Vanishing point: how the future shapes constituent power
Since the large-scale political transformations of the 1990s, we have been witnessing a revival of the category of constituent power – broadly understood as the democratic right of ‘the people’ to make and change constitutions. More recently, this shift has been met with scepticism. Today’s challenges to the concept hold it responsible for the erosion of constitutional democracies through populist and authoritarian mobilisation. At the same time, democratic movements within and outside Europe have formulated their demands in the language of constituent power, claiming legitimacy for acts of constitutional contestation and renewal.
Our Professor in Politics Jonathan White has contributed a chapter, "Vanishing Point: How the Future Shapes Constituent Power," to The Oxford Handbook of Constituent Power published by Oxford University Press in February 2026.
The book examines the intellectual roots as well as paradigmatic agents, sites, and manifestations of constituent power today. In recent decades, scholars, as well as political actors, have rediscovered the category and used it in ever new ways, challenging traditional accounts of its scope and function. But while new and creative applications may have inspired political developments and led to innovation in political and constitutional theory, the proliferation of accounts of constituent power has brought with it some concept stretching.

Book summary
"This Handbook takes inventory of the state of the art, critically examines new ideas, and puts them on a systematic footing. In sixty chapters, it explores new paths in the intellectual history of constituent power (Part I); systematically develops the idea of constituent power in its relation to neighbouring concepts such as sovereignty (Part II); examines constituent power’s role and meaning in the context of different types of polities, including international institutions such as the European Union and the United Nations (Part III); investigates the plural manifestations of constituent power in terms of practices and agents, ranging from revolutionary violence to citizens’ assemblies (Part IV); and tackles new challenges and developments such as the prefigurative politics of protest movements or ascriptions of constituent power to nature (Part V)."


= Work request =
Find the string "Data" in the entries and copy each line that has it.

___ The input

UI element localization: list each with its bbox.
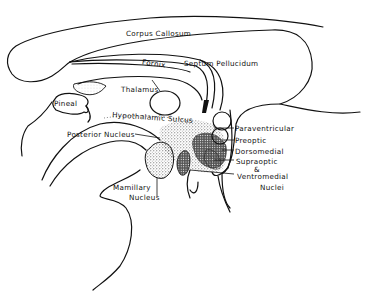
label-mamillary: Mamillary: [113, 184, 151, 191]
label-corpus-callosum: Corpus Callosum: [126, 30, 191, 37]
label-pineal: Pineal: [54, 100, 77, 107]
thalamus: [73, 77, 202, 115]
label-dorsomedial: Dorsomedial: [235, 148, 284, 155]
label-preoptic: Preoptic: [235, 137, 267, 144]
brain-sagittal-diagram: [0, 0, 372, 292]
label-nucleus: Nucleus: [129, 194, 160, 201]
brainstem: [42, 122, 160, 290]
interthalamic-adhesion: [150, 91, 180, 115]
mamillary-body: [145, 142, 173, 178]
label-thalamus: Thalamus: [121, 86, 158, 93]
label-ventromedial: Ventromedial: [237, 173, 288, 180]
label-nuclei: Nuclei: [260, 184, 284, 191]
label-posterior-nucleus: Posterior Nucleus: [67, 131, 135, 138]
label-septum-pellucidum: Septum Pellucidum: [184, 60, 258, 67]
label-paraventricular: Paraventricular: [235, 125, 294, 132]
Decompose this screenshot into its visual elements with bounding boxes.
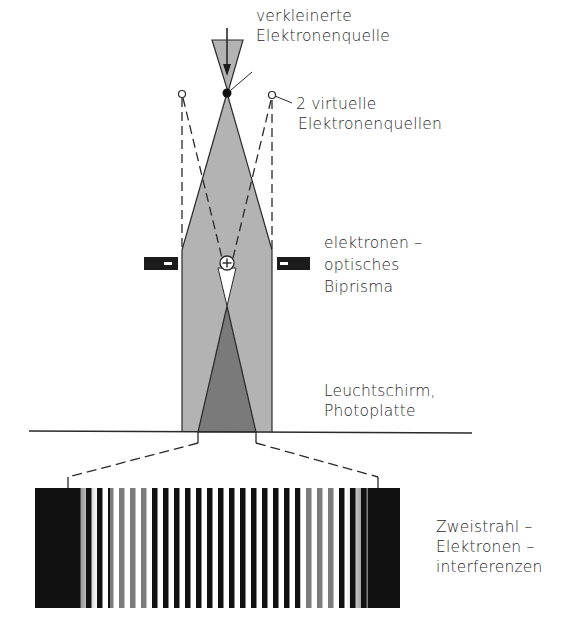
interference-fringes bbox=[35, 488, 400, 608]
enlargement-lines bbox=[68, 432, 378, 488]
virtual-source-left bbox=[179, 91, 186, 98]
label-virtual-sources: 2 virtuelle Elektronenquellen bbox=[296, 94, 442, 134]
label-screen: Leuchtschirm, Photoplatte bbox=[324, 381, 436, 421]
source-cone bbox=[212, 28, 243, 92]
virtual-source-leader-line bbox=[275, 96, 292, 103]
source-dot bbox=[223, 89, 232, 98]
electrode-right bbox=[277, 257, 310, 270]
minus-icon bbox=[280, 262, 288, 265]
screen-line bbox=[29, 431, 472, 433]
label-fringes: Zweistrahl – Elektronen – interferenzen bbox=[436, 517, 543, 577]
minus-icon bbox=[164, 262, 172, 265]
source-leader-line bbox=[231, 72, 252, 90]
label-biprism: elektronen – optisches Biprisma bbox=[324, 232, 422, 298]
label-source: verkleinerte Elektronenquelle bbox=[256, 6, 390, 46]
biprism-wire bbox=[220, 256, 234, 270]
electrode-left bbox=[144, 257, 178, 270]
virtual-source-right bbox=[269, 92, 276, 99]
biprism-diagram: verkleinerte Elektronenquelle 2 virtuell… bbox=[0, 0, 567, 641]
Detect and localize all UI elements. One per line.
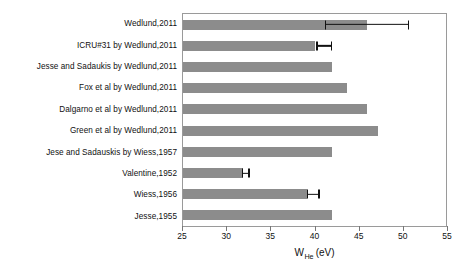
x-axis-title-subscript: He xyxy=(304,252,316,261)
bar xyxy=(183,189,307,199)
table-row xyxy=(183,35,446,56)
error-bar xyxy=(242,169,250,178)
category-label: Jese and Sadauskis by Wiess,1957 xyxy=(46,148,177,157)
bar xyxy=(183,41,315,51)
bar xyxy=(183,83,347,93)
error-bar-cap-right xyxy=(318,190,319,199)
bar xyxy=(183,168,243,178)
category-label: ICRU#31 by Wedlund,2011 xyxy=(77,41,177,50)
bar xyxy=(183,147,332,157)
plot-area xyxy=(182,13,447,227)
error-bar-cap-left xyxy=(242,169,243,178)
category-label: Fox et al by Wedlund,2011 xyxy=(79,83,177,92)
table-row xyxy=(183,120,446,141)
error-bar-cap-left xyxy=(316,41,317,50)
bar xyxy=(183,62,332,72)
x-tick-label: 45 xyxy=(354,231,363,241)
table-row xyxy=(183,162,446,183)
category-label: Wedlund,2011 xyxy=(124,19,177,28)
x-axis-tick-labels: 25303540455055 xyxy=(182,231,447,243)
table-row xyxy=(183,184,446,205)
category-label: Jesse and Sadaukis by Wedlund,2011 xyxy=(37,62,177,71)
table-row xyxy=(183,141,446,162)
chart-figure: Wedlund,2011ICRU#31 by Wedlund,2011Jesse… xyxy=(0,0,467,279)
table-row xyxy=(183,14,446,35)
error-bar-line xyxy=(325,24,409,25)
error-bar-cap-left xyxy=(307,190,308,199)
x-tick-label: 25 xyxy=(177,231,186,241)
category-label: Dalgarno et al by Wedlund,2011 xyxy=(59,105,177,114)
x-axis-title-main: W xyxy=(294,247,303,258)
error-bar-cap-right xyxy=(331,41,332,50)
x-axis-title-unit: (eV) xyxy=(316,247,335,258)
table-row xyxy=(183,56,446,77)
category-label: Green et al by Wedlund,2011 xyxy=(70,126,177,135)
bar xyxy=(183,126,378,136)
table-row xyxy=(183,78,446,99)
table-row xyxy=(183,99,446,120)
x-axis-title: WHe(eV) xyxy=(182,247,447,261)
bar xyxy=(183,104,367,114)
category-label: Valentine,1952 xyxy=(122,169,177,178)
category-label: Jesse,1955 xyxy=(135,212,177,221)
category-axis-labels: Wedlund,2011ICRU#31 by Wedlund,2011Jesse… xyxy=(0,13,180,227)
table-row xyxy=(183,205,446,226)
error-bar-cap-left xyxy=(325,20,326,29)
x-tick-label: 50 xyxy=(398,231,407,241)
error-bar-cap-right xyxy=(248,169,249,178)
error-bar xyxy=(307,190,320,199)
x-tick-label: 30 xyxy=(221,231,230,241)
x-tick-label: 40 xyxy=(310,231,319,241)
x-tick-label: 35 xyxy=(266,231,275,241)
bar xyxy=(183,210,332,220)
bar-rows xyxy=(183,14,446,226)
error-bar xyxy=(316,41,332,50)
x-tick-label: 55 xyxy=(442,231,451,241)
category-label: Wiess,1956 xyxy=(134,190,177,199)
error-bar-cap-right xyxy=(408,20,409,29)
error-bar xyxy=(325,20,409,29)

______
___ The input

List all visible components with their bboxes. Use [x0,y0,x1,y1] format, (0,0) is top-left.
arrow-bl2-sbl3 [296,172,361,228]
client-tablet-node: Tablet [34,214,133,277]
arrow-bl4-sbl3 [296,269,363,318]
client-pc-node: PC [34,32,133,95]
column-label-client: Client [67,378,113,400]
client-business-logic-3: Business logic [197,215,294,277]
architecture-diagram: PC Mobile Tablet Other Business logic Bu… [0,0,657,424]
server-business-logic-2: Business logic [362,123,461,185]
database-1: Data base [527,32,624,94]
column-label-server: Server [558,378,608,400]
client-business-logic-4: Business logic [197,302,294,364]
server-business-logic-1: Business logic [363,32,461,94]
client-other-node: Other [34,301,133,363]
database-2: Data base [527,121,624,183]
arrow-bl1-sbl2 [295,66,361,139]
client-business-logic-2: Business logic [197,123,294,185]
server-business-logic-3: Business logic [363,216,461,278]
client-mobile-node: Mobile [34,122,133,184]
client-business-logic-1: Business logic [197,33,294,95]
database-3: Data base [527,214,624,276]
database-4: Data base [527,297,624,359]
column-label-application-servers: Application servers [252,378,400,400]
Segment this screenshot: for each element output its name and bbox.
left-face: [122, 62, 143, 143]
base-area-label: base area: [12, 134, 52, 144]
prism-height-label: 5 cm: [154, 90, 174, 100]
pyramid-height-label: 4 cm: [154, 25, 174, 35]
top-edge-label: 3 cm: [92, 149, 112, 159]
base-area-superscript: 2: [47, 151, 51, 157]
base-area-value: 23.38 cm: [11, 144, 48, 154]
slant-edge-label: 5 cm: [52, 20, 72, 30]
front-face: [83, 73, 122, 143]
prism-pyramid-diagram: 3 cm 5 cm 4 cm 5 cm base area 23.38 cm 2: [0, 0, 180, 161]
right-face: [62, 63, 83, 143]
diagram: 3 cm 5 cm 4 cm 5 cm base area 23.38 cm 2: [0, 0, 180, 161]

______
___ The input

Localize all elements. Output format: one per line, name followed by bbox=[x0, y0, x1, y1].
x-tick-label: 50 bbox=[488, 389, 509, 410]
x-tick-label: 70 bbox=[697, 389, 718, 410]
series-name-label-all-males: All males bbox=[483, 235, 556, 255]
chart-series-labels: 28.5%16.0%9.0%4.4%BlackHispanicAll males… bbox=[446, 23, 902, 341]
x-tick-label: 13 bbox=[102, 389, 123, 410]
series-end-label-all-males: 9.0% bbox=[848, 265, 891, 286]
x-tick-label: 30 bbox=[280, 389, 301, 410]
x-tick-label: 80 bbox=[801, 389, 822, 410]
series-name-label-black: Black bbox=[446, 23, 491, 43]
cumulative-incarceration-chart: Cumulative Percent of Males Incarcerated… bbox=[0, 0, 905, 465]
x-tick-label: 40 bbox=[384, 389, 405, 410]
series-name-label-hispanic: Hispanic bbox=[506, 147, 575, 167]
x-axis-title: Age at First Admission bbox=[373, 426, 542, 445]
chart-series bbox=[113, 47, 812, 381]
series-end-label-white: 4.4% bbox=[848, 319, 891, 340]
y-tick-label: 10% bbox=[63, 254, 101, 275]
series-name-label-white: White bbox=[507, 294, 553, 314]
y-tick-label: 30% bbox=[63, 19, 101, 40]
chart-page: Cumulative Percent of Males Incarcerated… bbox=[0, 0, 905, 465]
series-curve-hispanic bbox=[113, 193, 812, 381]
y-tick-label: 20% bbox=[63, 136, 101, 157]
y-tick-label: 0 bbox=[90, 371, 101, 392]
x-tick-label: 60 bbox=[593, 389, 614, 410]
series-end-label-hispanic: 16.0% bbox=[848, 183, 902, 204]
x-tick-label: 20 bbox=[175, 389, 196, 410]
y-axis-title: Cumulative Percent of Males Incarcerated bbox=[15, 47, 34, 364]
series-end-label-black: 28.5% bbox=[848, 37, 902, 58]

______

= Expected answer =
database-1: Data base [527,32,624,94]
database-2: Data base [527,121,624,183]
database-3: Data base [527,214,624,276]
database-4: Data base [527,297,624,359]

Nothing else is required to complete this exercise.